Well, the healthiest on the Procurement Bill and constitutional affairs Front-Bench team. I thank the Minister, I think, for passing on his cold of last week to me.
My noble friends’ Amendment 105 is also a probing amendment. Clause 19 uses the word “appropriate”, and this amendment is to see
“under what circumstances it may be considered ‘appropriate’ not to undergo an open tendering procedure.”
There are no criteria or guidelines about what may be appropriate. This is just a probing amendment to see if the Minister can explain why such a wide-ranging word as “appropriate” is in the clause. Who will decide whether it is appropriate, and what guidelines or criteria would the Government expect the authority to seek in determining whether the open tendering procedure should not go ahead?
With Amendment 96, yet again, the noble Baroness, Lady Noakes, raises some important points in Committee by changing just one word. I particularly point to what she described as the “Alice in Wonderland world”, in which you can be debarred from one part of tendering but not have been given a contract—or the other way round.
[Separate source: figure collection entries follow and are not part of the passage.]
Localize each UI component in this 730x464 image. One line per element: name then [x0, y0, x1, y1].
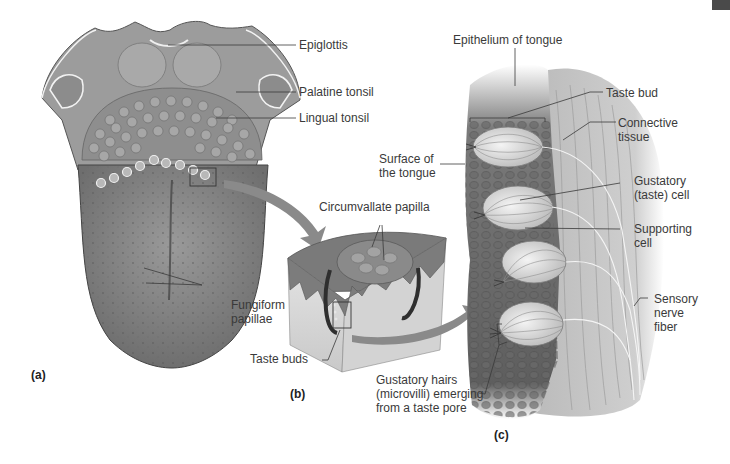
figure-artwork	[0, 0, 730, 464]
label-epithelium-of-tongue: Epithelium of tongue	[453, 33, 562, 47]
label-fungiform-papillae: Fungiform papillae	[231, 298, 285, 326]
label-connective-tissue: Connective tissue	[618, 116, 678, 144]
taste-anatomy-figure: Epiglottis Palatine tonsil Lingual tonsi…	[0, 0, 730, 464]
panel-label-b: (b)	[290, 387, 305, 401]
label-circumvallate-papilla: Circumvallate papilla	[319, 200, 430, 214]
label-lingual-tonsil: Lingual tonsil	[299, 111, 369, 125]
panel-label-c: (c)	[494, 428, 509, 442]
corner-page-tab	[712, 0, 730, 10]
circumvallate-block	[288, 232, 446, 372]
label-palatine-tonsil: Palatine tonsil	[299, 85, 374, 99]
label-surface-of-the-tongue: Surface of the tongue	[379, 152, 436, 180]
panel-label-a: (a)	[31, 368, 46, 382]
label-gustatory-hairs: Gustatory hairs (microvilli) emerging fr…	[376, 373, 483, 415]
label-epiglottis: Epiglottis	[299, 38, 348, 52]
label-gustatory-cell: Gustatory (taste) cell	[634, 174, 689, 202]
label-supporting-cell: Supporting cell	[634, 222, 692, 250]
label-taste-bud: Taste bud	[606, 86, 658, 100]
label-taste-buds: Taste buds	[250, 352, 308, 366]
label-sensory-nerve-fiber: Sensory nerve fiber	[654, 292, 698, 334]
The noble Baroness’s suggestion to include exclusion from the tendering process in the Bill makes eminent sense or we will be in the position in which people could, by law, tender but would be debarred from getting the contract, even if theirs was potentially the best tender around.
With those comments, I feel that, particularly on Amendment 105 in the name of my noble friends, some clear guidance from the Dispatch Box would be welcome.